After almost 17 years in enterprise, San Francisco gallery Altman Siegel will wind down operations subsequent month. Founder Claudia Altman-Siegel particularly cited the present artwork market as the explanation for the gallery’s closure in an announcement launched yesterday, October 15.
“As it has become too difficult for a gallery this size to scale in this climate, I have made the incredibly tough decision to close rather than diminish either the space or the commitment to exhibit conceptually uncompromising work,” Altman-Siegel wrote, noting that the choice to shut the gallery on November 22 was made “with both pride and sadness.”
“[While] the art market can be relentless, the true heart of this project has always been ideas, community, and joy,” she added.
Altman-Siegel established her namesake gallery in 2009 following her relocation to the West Coast from New York. She had beforehand spent a decade working at Luhring Augustine Gallery, the place she steadily climbed the ranks from safety guard to co-director.
Set up view of Simon Denny’s Safety By means of Obscurity (2020) at Altman Siegel, San Francisco (picture by Robert Divers Herrick)
In downtown San Francisco, Altman Siegel carved out a status for showcasing work by early- and mid-career artists from the Bay Space and overseas, with a roster of artists together with Shannon Ebner, Lynn Hershman Leeson, Trevor Paglen, Koak, Grant Mooney, and Zarouhie Abdalian. The gallery was identified for its numerous programming that embraced new artwork kinds as a lot as conventional mediums — a attribute that native unbiased curator and author Natasha Boas informed Hyperallergic positioned the gallery “in the middle of the most pressing conversations coming out of the Bay Area.”
“Programs such as Altman-Siegel’s do not exist in our city, and perhaps may no longer exist in the art world writ large which is steeped in the transactional, and will be greatly missed,” Boas stated.
The gallery navigated expansions and strikes over the course of its run. In 2016, it relocated from its first tackle within the metropolis’s Monetary District to the Dogpatch neighborhood, and opened a second exhibition area in Presidio Heights final yr.

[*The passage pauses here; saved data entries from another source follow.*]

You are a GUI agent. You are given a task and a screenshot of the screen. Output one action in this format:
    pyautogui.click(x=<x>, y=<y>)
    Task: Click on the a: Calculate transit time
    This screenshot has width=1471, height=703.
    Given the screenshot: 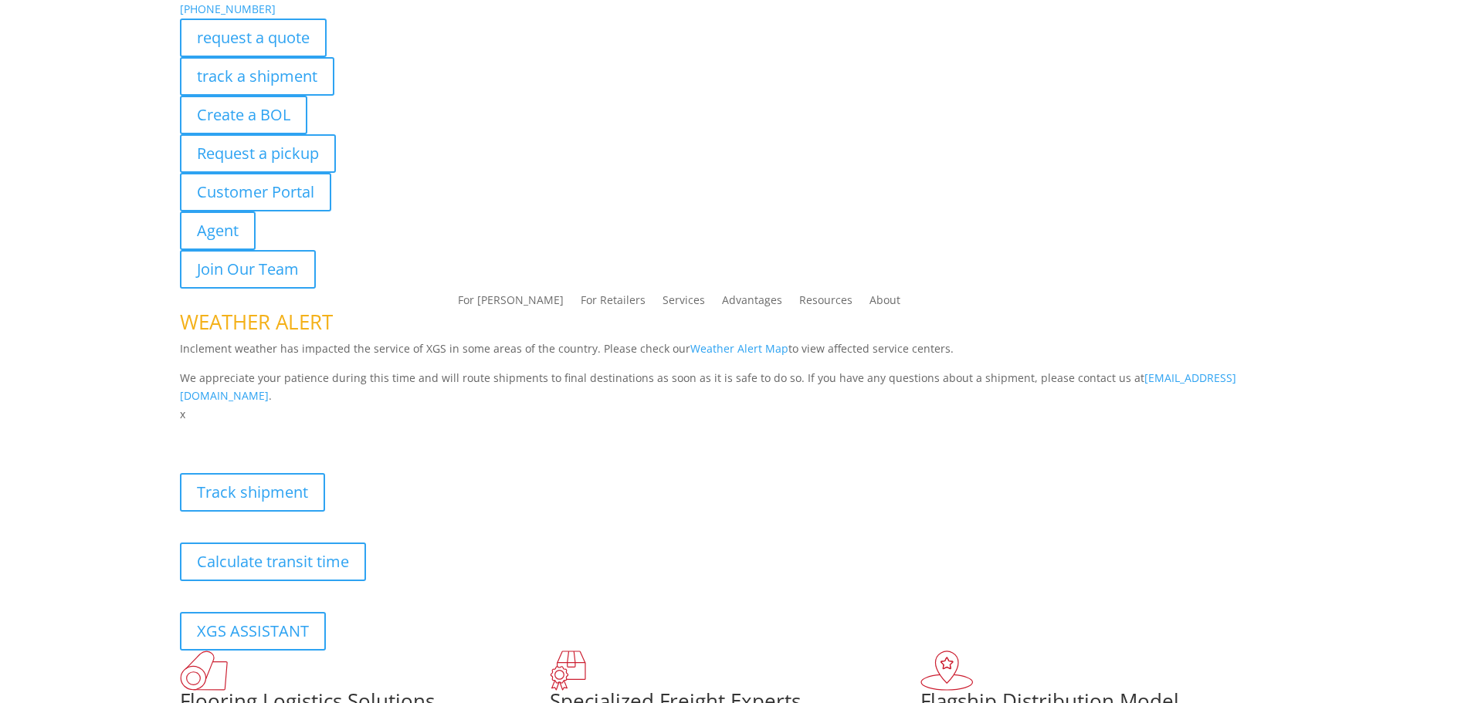 What is the action you would take?
    pyautogui.click(x=273, y=562)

“Each chapter allowed the gallery to take risks, experiment, and keep pace with the evolving practices of our artists,” stated Altman-Siegel. “Now, 213 exhibitions and art fairs later, the project is coming to a close.”
Tokyo-based painter Shinpei Kusanagi, who has proven with the gallery because it opened, would be the topic of its last present. Entitled It isn’t far to the ocean, the exhibition opens tomorrow and is slated to run by November 15, one week earlier than the gallery will formally stop operations.

Set up view of Koak’s Letter to Myself (when the world is on hearth) (2023) at Altman Siegel, San Francisco (picture by Chris Grunder)
“Altman Siegel Gallery will be keenly missed,” San Francisco-based artwork advisor Lizanne Suter informed Hyperallergic. “Claudia and her excellent staff were completely devoted to the gallery’s artists and their practices.”
“It is unfortunate that a gallery of this caliber is closing its doors,” Jessica Silverman, founding father of the namesake San Francisco gallery, informed Hyperallergic. “Claudia will remain a dear friend, and I look forward to collaborating with her in new ways.”